Monday, February 16, 2009

Simulations and Disneyland Stimulations

Simulations have never seemed so complicated. I feel that this essay entitled “Simulacra and Simulations” needs a precursor. I need a basic understanding to understand. I liked thinking about the idea that a simulation is a miniature of the whole. What I would like to know is how this concept applies to media literacy.  A little relevancy to the subject would be nice.
I enjoyed the examples given by the author referring to someone feigning an illness and someone actually simulating an illness. I didn’t know that someone could actually reproduce symptoms of an illness without actually being ill. That concept reminds me of placeboes. A simulation occurs when the power of suggestion alleviates pain. I’m not entirely sure how this connects to this article but I guess there is a similarity in the way that actual medicine in simulated. But is a placebo a miniature or condensed piece of the real thing? Maybe a placebo is not a simulation but rather a representation.
Representations seem to have reliability on truth. How does God transcend the simulacra? What is God simulated after? Has anyone actually seen God? This whole system seems to push theology out of the door for me. For something to be real the sign has to have an actual entity. It seems that the only thing that is real with organized religion is the actual organization that preaches. It doesn’t seem that there is a reflection of reality in the Old Testament.
Disneyland is only a perfect model of entangled simulation if you have actually been there. I never went to Disneyland. I have a younger sister who got to go. I admit I was a little jealous. My parents were young, poor artists when I was little but now they are successful and my sister reaps the benefits. Freud would probably have a lot to say about this. I don’t understand what the author is trying to convey with this example. People do go inside Disneyland to escape a world that is real and enter a fairy tale land. I think though that this transformation occurs more often in children than in the adults. With that being said, the automobile is not that prevalent to the children who don’t drive. There is just in and out. I don’t get what he is suggesting. I don’t think that the automobile would represent a gadget to a younger child. I do understand the contrast between the parking lot and the inside of Disneyland but do parking lots inflict pain? Is the parking lot outside of every Disneyland lacking an exit inducing captivity like a concentration camp? I wouldn’t know because I’ve never been in one but my parents and little sister went and they got out just fine. Maybe the Disneyland in Florida does not have a parking lot similar to a concentration camp. Wait a minute. Did they go to Disneyland or Disneyworld? Maybe they just went to Disneyworld and the parking lots in front of those are safe. Regardless, I don’t see Disneyland or Disneyworld as such a great entity to compare the parking lot outside to a concentration camp. I do however understand the simulation of reality or imaginary reality rather and its relation to semiotics.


WORK TASK:
Only lines holding the word "upload" are needed; copy each of them from the material.
━━ RECORDS PROVIDED ━━
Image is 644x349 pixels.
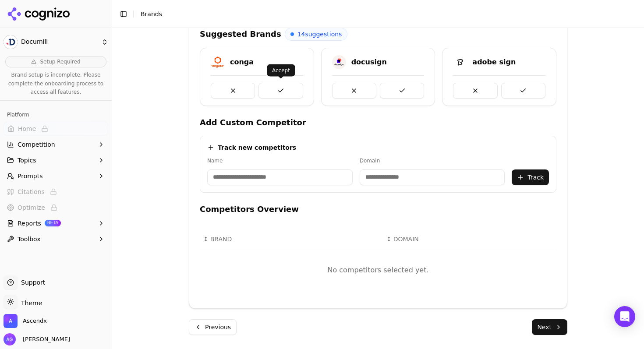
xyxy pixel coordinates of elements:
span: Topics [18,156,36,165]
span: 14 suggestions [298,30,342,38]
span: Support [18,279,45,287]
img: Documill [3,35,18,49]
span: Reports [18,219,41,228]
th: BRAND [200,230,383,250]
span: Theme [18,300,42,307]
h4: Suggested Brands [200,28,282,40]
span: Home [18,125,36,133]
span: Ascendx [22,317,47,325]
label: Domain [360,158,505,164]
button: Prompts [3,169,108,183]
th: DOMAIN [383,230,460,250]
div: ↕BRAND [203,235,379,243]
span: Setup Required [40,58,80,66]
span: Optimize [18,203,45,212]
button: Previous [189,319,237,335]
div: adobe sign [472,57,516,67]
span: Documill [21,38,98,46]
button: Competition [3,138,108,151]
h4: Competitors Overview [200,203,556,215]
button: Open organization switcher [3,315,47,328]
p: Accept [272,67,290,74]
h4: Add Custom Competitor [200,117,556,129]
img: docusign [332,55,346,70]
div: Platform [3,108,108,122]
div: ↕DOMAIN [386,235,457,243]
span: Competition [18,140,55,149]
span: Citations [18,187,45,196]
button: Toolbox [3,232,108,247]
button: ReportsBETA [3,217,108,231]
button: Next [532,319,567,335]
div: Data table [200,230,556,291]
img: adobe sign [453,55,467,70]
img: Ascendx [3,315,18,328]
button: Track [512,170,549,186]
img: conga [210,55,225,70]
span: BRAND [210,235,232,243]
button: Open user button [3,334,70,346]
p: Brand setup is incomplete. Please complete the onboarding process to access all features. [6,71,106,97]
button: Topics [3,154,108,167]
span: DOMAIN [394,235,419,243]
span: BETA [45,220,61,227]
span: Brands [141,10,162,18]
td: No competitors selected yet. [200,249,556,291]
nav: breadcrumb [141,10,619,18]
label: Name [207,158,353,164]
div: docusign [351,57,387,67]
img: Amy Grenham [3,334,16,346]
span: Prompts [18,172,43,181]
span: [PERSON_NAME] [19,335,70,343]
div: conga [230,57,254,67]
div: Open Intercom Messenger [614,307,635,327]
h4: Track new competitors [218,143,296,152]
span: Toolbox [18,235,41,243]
━━━
━━ RECORDS PROVIDED ━━
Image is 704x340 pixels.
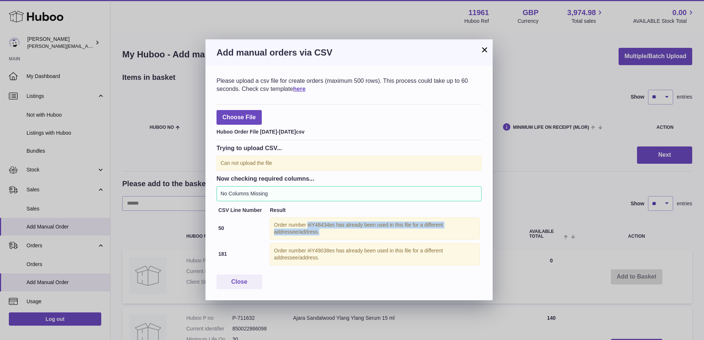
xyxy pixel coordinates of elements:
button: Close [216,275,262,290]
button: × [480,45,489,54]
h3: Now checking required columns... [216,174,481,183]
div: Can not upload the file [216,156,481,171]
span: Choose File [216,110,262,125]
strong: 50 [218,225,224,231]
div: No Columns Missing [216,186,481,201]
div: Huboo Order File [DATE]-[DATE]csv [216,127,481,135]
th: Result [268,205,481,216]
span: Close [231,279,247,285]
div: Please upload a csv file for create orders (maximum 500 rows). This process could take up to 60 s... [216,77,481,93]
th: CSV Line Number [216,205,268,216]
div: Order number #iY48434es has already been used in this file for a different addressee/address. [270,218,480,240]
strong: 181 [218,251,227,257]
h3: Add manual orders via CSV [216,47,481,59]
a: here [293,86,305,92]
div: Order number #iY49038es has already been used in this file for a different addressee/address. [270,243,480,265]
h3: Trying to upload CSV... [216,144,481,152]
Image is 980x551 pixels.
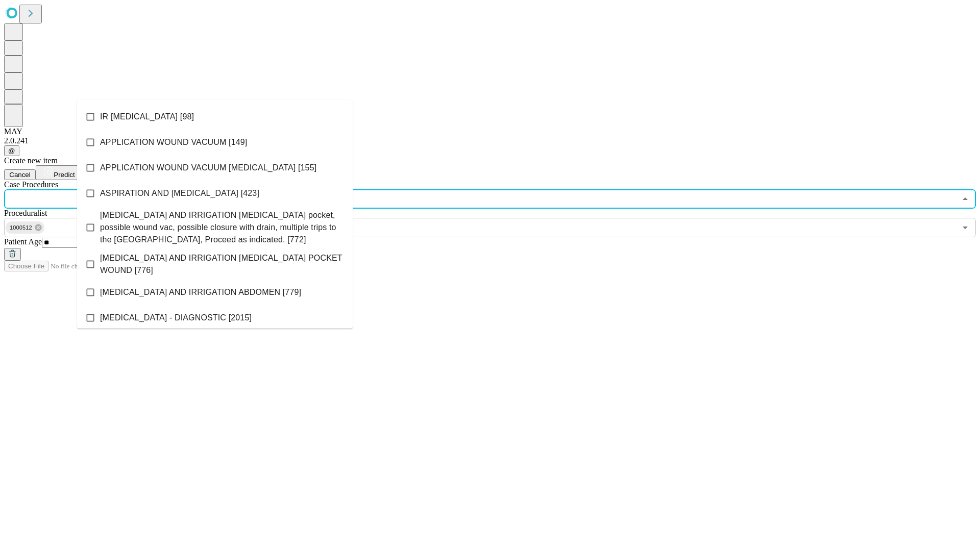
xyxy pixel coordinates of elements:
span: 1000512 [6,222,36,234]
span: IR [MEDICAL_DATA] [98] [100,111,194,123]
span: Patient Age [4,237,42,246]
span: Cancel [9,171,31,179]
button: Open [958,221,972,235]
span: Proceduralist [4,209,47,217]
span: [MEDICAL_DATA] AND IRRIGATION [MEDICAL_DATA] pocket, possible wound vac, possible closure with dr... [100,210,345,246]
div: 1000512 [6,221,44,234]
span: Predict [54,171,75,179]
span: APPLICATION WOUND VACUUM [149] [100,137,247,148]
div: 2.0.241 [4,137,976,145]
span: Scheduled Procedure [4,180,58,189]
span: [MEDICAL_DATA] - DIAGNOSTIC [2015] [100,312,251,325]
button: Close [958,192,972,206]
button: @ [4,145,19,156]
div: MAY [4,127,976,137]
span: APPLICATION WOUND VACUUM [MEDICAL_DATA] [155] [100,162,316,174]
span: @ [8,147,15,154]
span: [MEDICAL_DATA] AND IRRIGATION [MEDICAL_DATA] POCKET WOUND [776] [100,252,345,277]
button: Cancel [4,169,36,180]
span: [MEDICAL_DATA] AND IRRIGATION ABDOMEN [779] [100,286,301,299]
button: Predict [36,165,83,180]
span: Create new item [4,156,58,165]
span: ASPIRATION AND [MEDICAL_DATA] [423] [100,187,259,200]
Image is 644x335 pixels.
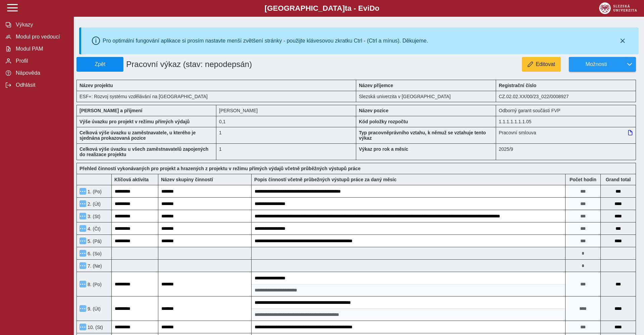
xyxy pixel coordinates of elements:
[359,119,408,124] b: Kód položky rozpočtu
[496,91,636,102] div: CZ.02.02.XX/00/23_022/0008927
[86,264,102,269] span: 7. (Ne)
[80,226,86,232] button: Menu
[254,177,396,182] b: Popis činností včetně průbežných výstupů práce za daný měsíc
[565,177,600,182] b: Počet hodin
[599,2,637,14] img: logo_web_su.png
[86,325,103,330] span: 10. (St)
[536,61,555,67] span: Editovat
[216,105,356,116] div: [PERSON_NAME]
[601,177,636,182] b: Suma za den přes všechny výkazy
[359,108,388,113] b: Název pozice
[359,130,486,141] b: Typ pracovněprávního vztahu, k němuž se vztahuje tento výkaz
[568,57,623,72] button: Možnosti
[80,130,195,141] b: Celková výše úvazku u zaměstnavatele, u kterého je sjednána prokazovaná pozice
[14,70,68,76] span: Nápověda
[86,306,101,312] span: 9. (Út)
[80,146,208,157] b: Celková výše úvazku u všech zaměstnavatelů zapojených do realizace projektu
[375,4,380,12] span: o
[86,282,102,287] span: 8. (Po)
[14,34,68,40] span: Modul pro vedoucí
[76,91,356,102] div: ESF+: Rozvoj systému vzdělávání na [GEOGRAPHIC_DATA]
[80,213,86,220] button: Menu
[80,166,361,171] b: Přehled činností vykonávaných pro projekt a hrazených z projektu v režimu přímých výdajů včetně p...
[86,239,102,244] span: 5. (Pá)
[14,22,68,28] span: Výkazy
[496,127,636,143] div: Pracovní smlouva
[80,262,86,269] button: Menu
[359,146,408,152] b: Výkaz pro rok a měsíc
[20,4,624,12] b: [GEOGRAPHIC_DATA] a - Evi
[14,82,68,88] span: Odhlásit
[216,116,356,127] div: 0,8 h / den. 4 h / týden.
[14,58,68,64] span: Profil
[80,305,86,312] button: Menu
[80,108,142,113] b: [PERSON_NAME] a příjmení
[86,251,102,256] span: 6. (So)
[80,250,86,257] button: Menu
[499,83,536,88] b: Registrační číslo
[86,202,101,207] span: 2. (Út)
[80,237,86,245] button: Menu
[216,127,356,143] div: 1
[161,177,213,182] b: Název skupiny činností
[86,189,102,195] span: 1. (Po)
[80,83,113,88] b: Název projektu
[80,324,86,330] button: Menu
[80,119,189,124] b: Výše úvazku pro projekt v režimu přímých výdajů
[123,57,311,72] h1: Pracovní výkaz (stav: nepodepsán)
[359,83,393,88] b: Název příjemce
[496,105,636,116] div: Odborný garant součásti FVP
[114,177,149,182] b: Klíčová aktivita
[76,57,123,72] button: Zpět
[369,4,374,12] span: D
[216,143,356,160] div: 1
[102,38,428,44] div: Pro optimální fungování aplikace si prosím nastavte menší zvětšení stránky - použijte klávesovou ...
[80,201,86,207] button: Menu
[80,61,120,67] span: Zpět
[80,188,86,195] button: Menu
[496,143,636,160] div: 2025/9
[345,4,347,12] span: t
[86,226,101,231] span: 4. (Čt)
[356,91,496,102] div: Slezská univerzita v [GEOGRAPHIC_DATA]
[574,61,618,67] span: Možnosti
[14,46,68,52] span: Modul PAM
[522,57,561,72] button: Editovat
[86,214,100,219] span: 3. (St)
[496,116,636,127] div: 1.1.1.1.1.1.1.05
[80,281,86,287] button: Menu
━━━
━━ RECORDS PROVIDED ━━
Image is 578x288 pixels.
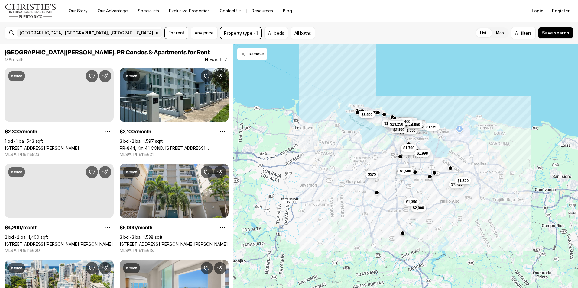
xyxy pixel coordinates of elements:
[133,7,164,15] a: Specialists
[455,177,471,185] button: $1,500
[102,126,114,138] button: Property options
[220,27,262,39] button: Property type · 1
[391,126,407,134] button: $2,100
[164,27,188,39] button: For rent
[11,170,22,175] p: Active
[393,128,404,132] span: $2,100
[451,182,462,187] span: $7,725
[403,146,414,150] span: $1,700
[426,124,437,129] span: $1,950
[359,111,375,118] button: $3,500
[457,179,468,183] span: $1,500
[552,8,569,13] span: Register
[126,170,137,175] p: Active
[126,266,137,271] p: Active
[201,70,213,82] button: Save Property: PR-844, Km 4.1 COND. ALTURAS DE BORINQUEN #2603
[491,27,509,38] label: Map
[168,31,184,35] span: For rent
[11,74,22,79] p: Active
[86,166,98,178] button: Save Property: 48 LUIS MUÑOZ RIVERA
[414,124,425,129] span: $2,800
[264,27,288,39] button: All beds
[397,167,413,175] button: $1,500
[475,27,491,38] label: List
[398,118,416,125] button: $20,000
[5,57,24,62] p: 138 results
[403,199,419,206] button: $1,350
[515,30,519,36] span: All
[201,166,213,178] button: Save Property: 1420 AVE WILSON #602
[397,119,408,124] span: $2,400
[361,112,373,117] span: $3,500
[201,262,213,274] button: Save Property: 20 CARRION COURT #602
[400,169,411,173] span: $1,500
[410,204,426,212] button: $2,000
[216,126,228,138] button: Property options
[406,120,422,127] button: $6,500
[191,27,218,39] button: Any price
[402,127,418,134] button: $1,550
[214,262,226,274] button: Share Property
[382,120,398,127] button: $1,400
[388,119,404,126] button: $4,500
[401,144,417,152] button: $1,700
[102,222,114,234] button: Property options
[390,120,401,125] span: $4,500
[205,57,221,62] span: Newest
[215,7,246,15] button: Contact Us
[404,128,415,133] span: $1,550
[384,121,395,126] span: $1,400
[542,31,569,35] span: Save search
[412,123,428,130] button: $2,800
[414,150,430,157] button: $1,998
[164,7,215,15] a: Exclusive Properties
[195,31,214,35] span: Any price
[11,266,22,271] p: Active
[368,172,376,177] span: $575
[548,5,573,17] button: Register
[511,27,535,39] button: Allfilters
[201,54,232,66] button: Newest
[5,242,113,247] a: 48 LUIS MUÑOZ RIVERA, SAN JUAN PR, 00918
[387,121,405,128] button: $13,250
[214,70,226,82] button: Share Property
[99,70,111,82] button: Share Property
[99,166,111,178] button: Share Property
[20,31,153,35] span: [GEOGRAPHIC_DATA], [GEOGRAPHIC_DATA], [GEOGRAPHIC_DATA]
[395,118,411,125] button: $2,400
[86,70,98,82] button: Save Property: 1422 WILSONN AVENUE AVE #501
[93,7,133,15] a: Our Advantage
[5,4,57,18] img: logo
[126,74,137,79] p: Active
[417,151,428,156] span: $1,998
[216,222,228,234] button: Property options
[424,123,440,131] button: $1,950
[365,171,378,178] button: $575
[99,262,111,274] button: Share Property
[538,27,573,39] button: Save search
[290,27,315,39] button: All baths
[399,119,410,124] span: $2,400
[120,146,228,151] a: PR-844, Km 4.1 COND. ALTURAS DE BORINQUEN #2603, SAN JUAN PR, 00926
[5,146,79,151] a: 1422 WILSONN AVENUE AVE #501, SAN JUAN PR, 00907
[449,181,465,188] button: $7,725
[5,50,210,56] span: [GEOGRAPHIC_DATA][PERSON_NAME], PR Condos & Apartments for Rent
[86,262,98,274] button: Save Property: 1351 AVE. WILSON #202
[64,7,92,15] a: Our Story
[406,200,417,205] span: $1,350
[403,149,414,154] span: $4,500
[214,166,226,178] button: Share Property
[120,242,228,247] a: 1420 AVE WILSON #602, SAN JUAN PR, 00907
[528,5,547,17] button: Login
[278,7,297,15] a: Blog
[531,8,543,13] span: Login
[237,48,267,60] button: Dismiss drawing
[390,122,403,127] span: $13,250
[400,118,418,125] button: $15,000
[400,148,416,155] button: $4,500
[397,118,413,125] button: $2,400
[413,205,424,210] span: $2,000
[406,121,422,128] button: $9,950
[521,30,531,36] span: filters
━━━
EXERCISE SOLUTION:
div: Can not upload the file [216,156,481,171]
div: Please upload a csv file for create orders (maximum 500 rows). This process could take up to 60 s... [216,77,481,93]
h3: Trying to upload CSV... [216,144,481,152]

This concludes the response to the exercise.